Chester Brown, Louis Riel: A Comic-Strip Biography (2003)

Focusing on the years between the Red River Rebellion in 1869 and Louis Riel’s execution for treason in 1885, this book chronicles tensions between Canada’s nascent government and its Métis peoples. Although Louis Riel boasts an impressive scholarly apparatus, the book is not entirely reliable as a work of history; Brown spends a great deal of time considering the possibility that his subject was mentally ill, lending his work a phantasmagorical quality. Still, it’s an impressive recounting of a story that isn’t nearly as well known in the United States as it should be.

New Moves

Derf Backderf, My Friend Dahmer (2012)

It’s hard to know what to say about a memoir that recounts the author’s childhood friendship with one of the most notorious serial killers in history. My Friend Dahmer is every bit as harrowing as you’d expect.
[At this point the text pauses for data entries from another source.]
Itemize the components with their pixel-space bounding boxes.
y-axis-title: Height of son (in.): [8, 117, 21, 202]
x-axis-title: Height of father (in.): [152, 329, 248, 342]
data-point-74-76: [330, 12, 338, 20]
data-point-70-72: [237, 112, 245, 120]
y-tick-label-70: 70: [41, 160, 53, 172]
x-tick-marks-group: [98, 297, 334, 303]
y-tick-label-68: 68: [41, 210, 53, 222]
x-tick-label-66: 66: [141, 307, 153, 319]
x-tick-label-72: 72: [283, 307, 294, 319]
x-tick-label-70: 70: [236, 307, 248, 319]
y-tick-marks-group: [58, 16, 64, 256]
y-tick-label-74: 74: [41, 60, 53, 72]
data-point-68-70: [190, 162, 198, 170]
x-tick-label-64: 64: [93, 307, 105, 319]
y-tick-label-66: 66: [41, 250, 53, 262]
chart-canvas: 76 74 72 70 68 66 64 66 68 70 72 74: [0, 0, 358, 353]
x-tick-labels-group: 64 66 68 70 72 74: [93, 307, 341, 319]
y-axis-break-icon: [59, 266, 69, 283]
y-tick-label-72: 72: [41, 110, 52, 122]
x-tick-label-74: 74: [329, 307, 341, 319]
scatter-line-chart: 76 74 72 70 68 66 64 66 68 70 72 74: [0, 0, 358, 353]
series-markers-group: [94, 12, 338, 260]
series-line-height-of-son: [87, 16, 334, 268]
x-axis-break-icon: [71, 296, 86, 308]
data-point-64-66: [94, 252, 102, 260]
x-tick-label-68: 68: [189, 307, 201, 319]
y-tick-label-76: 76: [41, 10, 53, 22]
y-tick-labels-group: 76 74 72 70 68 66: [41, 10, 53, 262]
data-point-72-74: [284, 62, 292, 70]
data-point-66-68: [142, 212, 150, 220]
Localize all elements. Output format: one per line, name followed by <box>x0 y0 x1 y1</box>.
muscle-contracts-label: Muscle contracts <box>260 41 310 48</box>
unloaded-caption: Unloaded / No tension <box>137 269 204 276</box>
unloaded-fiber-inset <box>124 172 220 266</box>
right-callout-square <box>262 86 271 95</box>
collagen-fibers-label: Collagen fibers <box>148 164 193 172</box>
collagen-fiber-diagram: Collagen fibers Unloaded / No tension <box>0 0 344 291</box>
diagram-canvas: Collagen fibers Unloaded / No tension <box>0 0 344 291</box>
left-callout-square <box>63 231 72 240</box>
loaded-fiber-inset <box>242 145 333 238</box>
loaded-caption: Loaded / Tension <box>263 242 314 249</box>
But what you might find surprising is that Backderf manages to make Dahmer seem human while still acknowledging that he was a monster. The book is also an unsparing portrait of growing up in the Midwestern suburbs during the 1970s. Once I started reading, I couldn’t put the book down. But I’m not entirely comfortable telling others to pick it up.

Joann Sfarr, The Rabbi’s Cat (2005)

Set in Algeria’s Jewish community during the 1920s, this is the story of a rabbi and his cat, who consumes a parrot and acquires the ability to speak. The cat, after studying Torah with the rabbi, naturally decides that as a Jew, he must be bar mitzvahed. The rabbi remains skeptical but decides to approach his mentor for advice. Hilarity and hijinks—and serious discussions about the importance (or not) and origins of religious strictures, as well as the nature of humanity—ensue.

Ari Kelman is McCabe Greer Professor of History at Penn State University. He is the author of A Misplaced Massacre: Struggling Over the Memory of Sand Creek and, with Jonathan Fetter-Vorm, Battle Lines: A Graphic History of the Civil War.